In hypertext, meaning is not something to be found, but something to be made. As in poetry, the meaning is not some deeply encoded secret the reader must uncover, but rather the result of an attentive and playful reading of the text.
By attentive, I mean that the reader must be aware of the opportunities the text presents. In hypertext, these opportunities are generally visible as links. And we all know what to do with links <click>
Playful, however, might not be a term you expect to see in literary analysis. I would argue that most literature is playful in the sense that it is not work (even for me, and this is my job). But in a hypertext, the sense of play is brought to the fore. Reading a hypertext requires interaction and active participation. (Reading a poem or a story does as well, but a print text can be read more passively, though such a reading will be cursory). A cursory reading of a hypertext won't work, since there is often no single "next page" in a hypertext. The reader must choose or the reading ends.
Like a good poem or story, there is no single meaning to be gotten from a literary hypertext. Rather, a meaning will develop from the reader's interaction with the text. Meaning is what the reader does with the text. If there is a story to be found, for example, the story will be "made up" of the reader's paths through the hypertext. Of course, the author has laid down several possible paths, but the reader chooses one or another. The author and the reader work together to create meanings.
What about Hejirascope specifically? What (or rather, how) does it mean?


### WHAT IS BEING ASKED
Images should not appear in the copy, yet every line of the listing below must be printed exactly.
☆ ☆ ☆ ☆ ☆ ☆ ☆
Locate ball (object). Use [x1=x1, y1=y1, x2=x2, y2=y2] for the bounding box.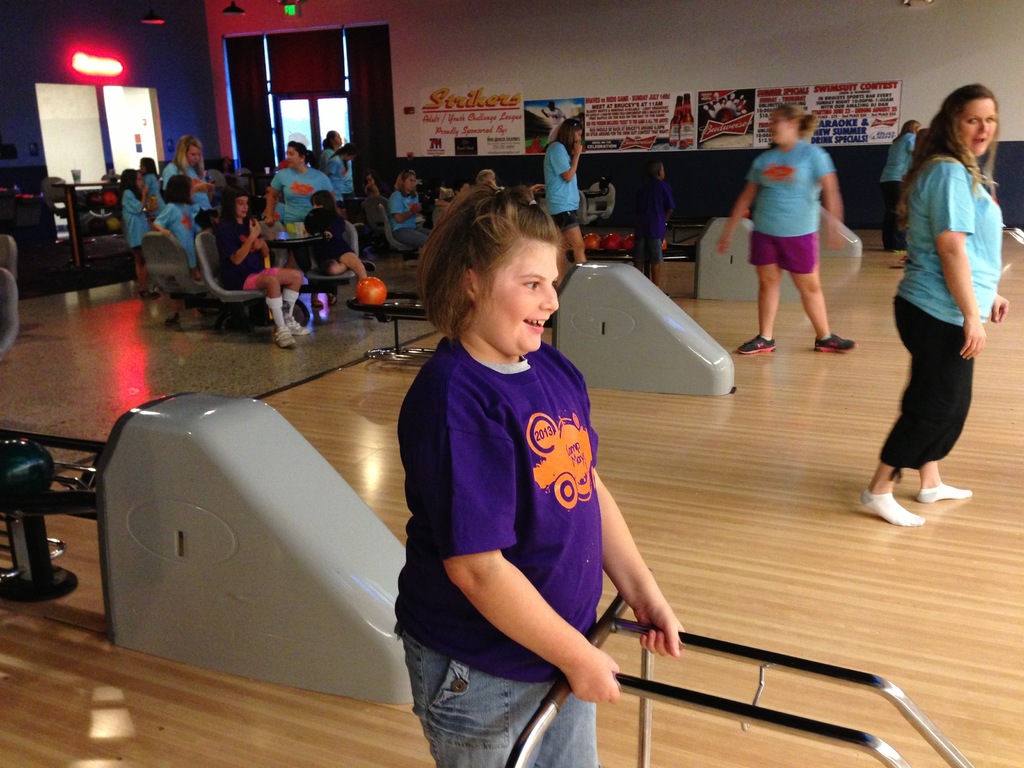
[x1=583, y1=230, x2=599, y2=250].
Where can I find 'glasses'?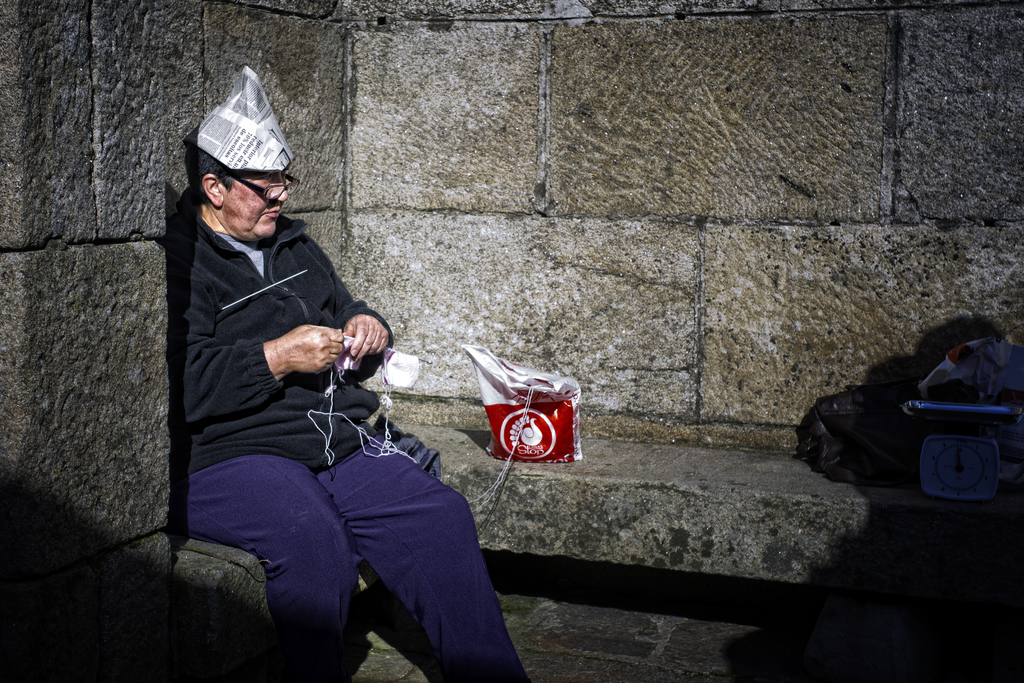
You can find it at 234, 172, 298, 201.
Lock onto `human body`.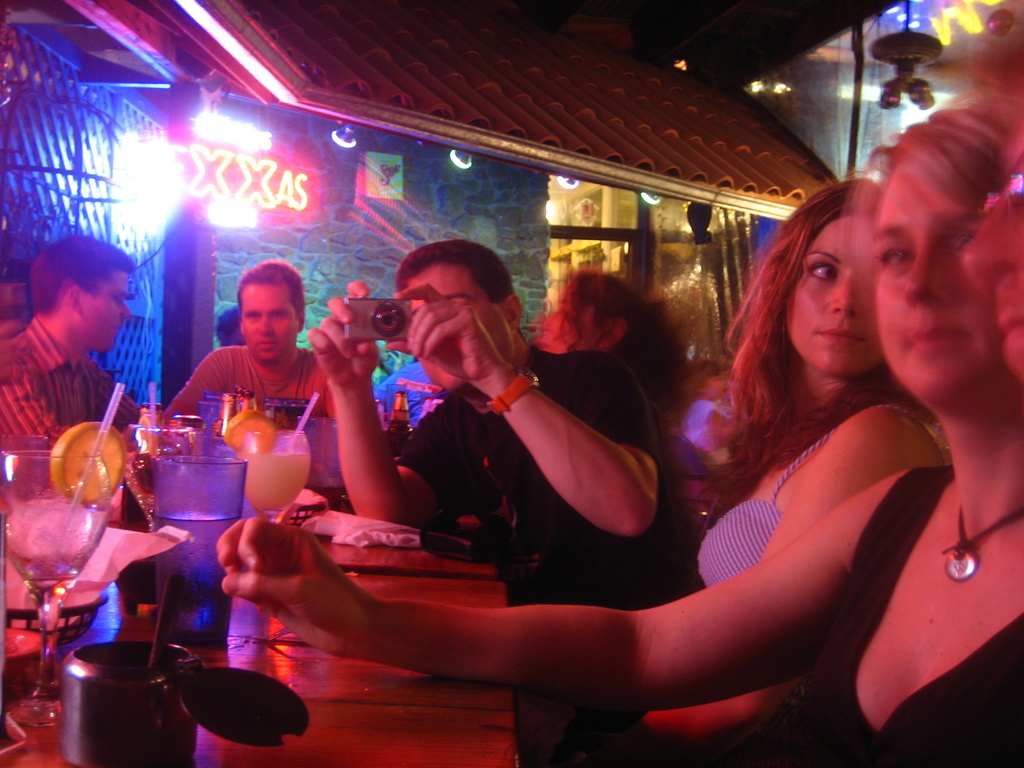
Locked: select_region(298, 240, 695, 584).
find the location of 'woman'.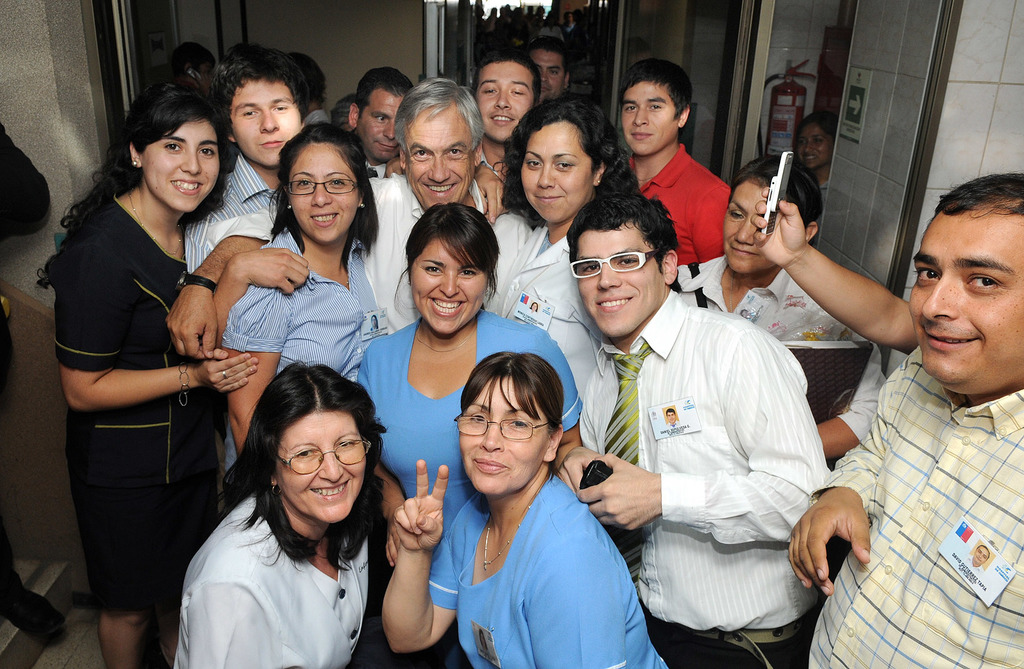
Location: x1=216 y1=124 x2=387 y2=479.
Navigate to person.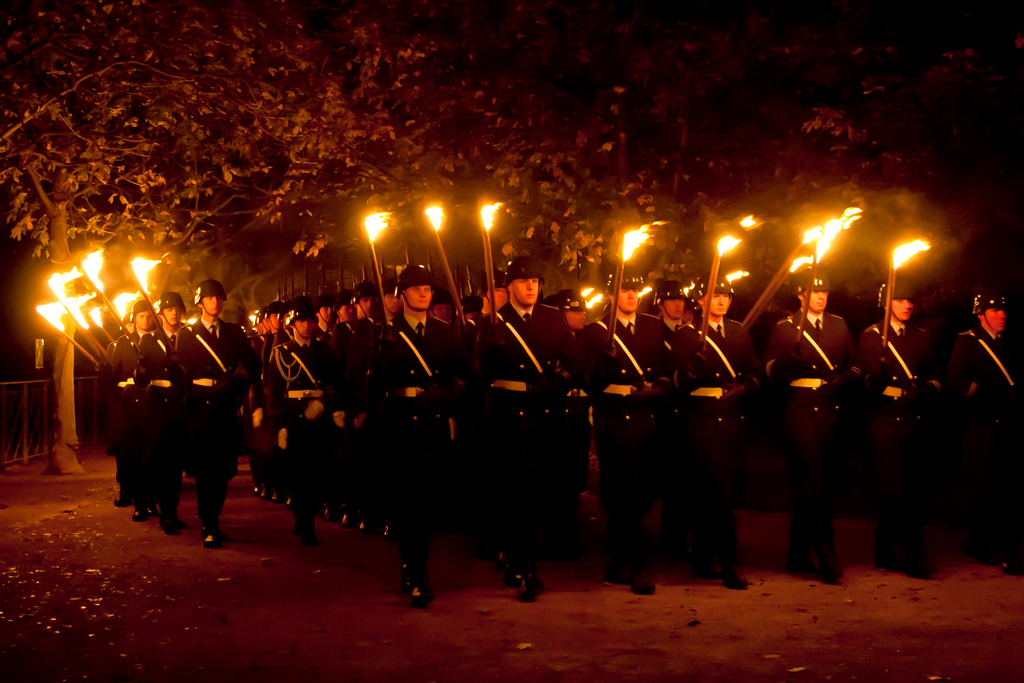
Navigation target: rect(157, 282, 238, 564).
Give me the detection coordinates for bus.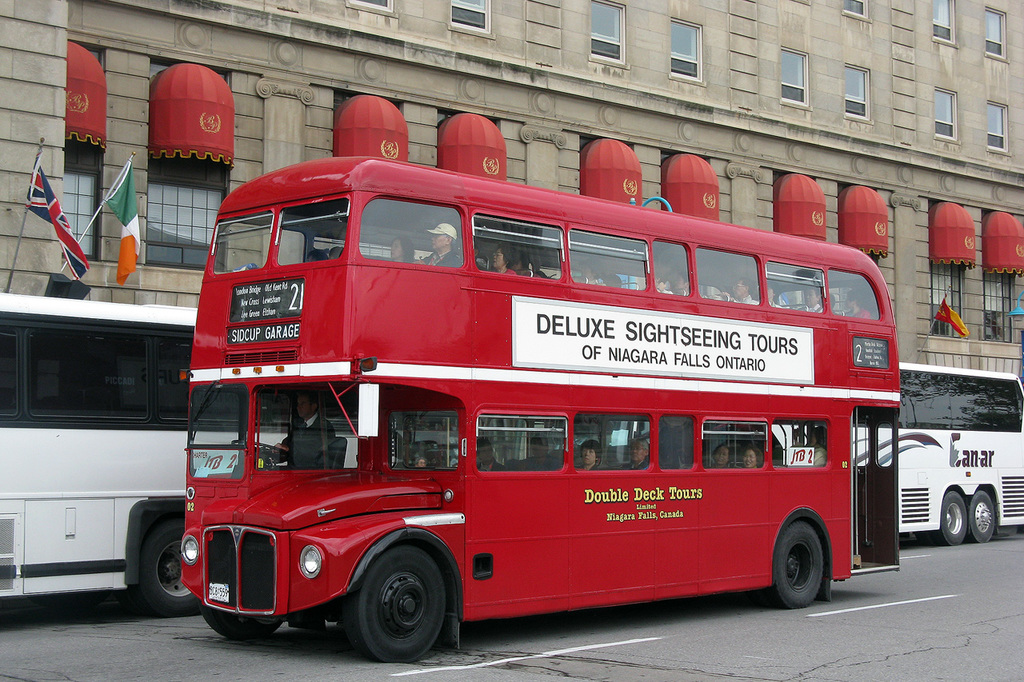
BBox(174, 150, 898, 668).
☆ ☆ ☆ ☆ ☆ ☆ ☆
### RESPONSE TO THIS TASK
Locate ball (object). Use [x1=x1, y1=y1, x2=x2, y2=y2] for the bounding box.
[x1=583, y1=230, x2=599, y2=250].
Where can I find 'glasses'?
You can find it at 234, 172, 298, 201.
Lock onto `human body`.
Locked: select_region(298, 240, 695, 584).
find the location of 'woman'.
Location: x1=216 y1=124 x2=387 y2=479.
Navigate to person.
Navigation target: rect(157, 282, 238, 564).
Give me the detection coordinates for bus.
BBox(174, 150, 898, 668).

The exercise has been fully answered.